Joe DiPietro won the 2012 Drama Desk Award and was
nominated for a Tony Award for Best Book for the recent Broadway hit
Nice Work If You Can Get It. He won Tony Awards for Best Book and Best
Score for Memphis, which was also awarded the 2010 Tony Award, Drama
Desk Award and Outer Critics Circle Award for Best Musical. His other
shows include All Shook Up; I Love You, You're Perfect, Now Change (the
longest-running musical revue in off-Broadway history); The Toxic
Avenger and The Thing About Men (both winners of the Outer Critics
Circle Award for Best Off-Broadway Musical).

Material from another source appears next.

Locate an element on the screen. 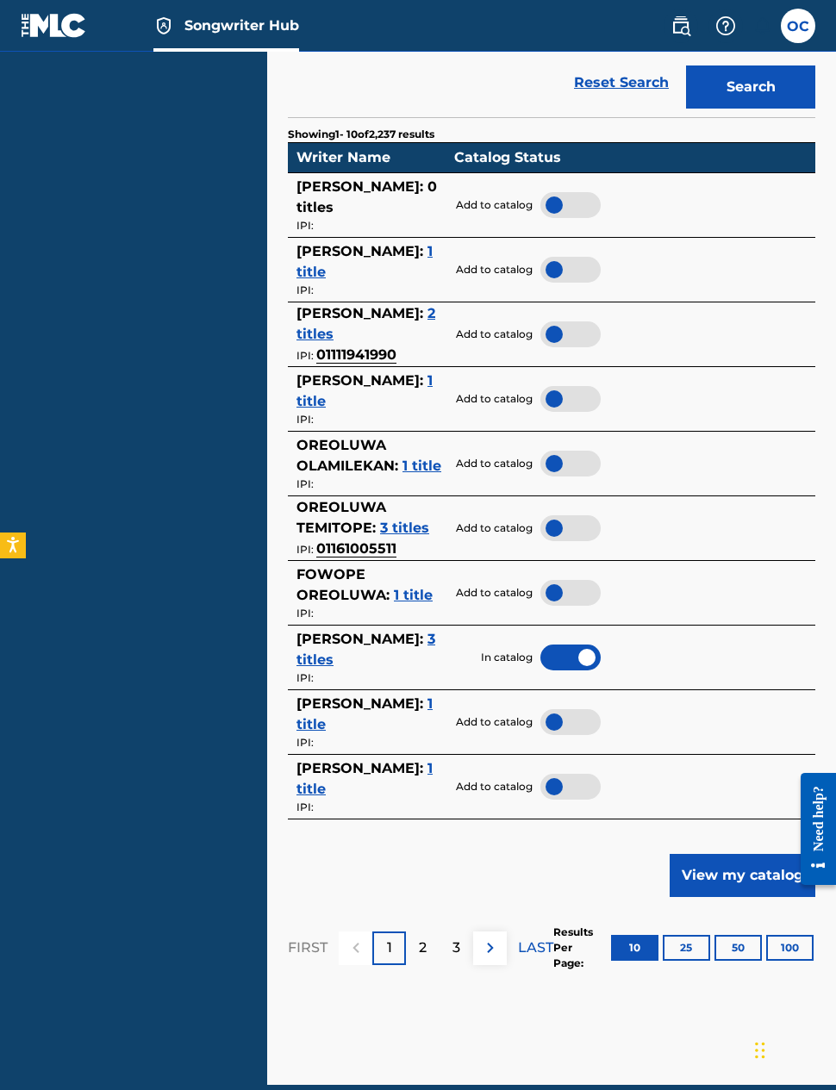 This screenshot has width=836, height=1090. p: Showing 1 - 10 of 2,237 results is located at coordinates (361, 134).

His plays include the
much-produced Over the River and Through the Woods, The Art of Murder
(Edgar Award winner for Best Mystery Play), Creating Claire and The Last
Romance. His work has been produced thousands of times across the
country and around the world. Two previous works have had their
premeires at George Street Playhouse: The Toxic Avenger and Creating
Claire.
This is David Saint's sixteenth season as Artistic
Director of George Street Playhouse. In that time he has directed
thirty-one mainstage productions, most recently, Good People, Twelve
Angry Men , The Nutcracker and I , God of Carnage, Fox on the Fairway,
Creating Claire, and Sylvia. His time here has been marked by
collaborations with such artists as Keith Carradine, Tyne Daly, Rachel
Dratch, Sandy Duncan, Boyd Gaines, A.R. Gurney, Uta Hagen, Jack Klugman,
Dan Lauria, Kathleen Marshall, Anne Meara, David Hyde Pierce, Chita
Rivera, Paul Rudd, Stephen Sondheim, Marlo Thomas, Eli Wallach and many
others including a remarkable partnership with Arthur Laurents. In
addition many new award- winning works have begun their life here during
his tenure, such as The Toxic Avenger, Proof, The Spitfire Grill and It
Shoulda Been You. He most recently directed the National Tour of West
Side Story and has also directed on Broadway, off-Broadway and
regionally at Playwrights Horizons, Manhattan Theatre Club, Primary
Stages, McCarter, Williamstown, Seattle Rep, Pasadena Playhouse,
Pittsburgh Public, Long Wharf and many others on premieres by writers
such as Aaron Sorkin, Wendy Wasserstein, Peter Parnell, Jonathan Marc
Sherman, Joe Di Pietro and Jonathan Larson. He is the recipient of the
Alan Schneider Award, Helen Hayes Award, L.A. Drama Critics Award,
several Drama Logue Awards and is the President of The Laurents/Hatcher
Foundation.
Under the
leadership of Artistic Director David Saint since 1998, George Street
Playhouse is a nationally recognized theatre, presenting an acclaimed
mainstage season while providing an artistic home for established and
emerging theatre artists. Founded in 1974, the Playhouse has been
represented by numerous productions both on and off-Broadway. Recent
productions include The Toxic Avenger (Outer Critics Circle Award for
Best New Musical), Anne Meara's Down the Garden Paths, the Outer Critics
Circle, Drama Desk and Drama League nominated production of The
Spitfire Grill and the Tony Award and Pulitzer Prize winning play Proof
by David Auburn, which was developed at GSP during the 1999 Next Stage
Series of new plays. In addition to its mainstage season, GSP's
Touring Theatre features four issue-oriented productions and tours to
more than 250 schools in the tri-state area, and are seen by more than
60,000 students annually. George Street Playhouse programming is made
possible in part by funds from the New Jersey State Council on the
Arts/Department of State, a partner agency of the National Endowment for
the Arts, and by funds from the National Endowment for the Arts.